Saturday, July 18, 2009
Gods And Comics!
I was recently reading Robert E. Howard's "Cairn On The Headland", a short story about a mysterious pile of rocks under which we discover is buried the body of Odin himself. As I read this story I flashed on images of Odin and his early days from the vintage comic book Tales of Asgard, a Thor annual which collected many of the earliest Tales of Asgard stories, stories that present the Nordic myths of the creation of the Universe and present us with a young and vital Odin.
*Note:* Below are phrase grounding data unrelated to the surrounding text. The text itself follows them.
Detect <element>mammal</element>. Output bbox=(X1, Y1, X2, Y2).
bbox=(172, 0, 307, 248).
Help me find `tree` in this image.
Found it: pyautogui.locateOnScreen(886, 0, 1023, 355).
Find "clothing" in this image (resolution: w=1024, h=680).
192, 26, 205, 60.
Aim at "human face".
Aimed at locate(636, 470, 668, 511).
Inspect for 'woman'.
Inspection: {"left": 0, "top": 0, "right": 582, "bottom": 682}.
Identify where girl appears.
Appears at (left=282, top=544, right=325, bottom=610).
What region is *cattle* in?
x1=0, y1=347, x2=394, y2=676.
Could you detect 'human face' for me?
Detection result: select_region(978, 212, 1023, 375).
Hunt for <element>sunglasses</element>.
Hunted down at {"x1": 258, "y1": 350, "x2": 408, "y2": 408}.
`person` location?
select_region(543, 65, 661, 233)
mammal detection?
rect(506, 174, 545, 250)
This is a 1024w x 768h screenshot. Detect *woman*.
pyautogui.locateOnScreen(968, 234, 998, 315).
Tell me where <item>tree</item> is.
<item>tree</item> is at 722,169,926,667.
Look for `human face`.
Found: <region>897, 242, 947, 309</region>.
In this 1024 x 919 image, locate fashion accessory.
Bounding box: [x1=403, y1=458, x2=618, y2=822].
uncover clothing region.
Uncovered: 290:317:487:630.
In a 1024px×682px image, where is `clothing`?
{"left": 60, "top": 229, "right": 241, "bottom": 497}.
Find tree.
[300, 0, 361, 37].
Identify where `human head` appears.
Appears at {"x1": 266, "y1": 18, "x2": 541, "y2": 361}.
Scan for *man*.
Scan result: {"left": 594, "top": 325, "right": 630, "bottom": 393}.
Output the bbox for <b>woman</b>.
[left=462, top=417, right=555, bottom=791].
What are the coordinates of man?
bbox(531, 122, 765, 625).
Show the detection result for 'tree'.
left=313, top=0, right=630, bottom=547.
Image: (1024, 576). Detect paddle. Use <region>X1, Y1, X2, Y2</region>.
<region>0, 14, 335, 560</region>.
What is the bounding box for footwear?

And then it crossed my mind that most of what I know casually about mythology comes from some basic comic book sources. Tales of Asgard and Thor inform my mutated understanding of Norse myth, despite having read many of the orignal sources and multiple books on the subject. All that scholarly stuff has been pushed into some deep recess and on it sits the vivid four-color images of "King" Kirby and others. What I know about Greek myth comes from Charlton's Hercules comic and other comics. Glanzman and Gill trump Edith Hamilton in my memory it seems. Also important was the Daularies' Book of Greek Mythwhich is a glorious oversized volume filled with bright images and good basic tale. It was one of the key books I had to buy for my own kids when they were young and I pushed it into their paths as often as I could.
Myth of all sorts permeates comics. Marvel doubtless has key elements of both Greco-Roman myth and Norse myth fused into its universe, forming almost a substrate for that universe. DC toys with it more, but offers up Hercules among others. In college I once talked a professor into letting me write a paper on Thor, and lots of it was about the comic. It was a really lame paper, but memorable in its awfulness.
But it's clear to me that without the "education" that I got from comics, my understanding of the world of myth and many other things would be quite different.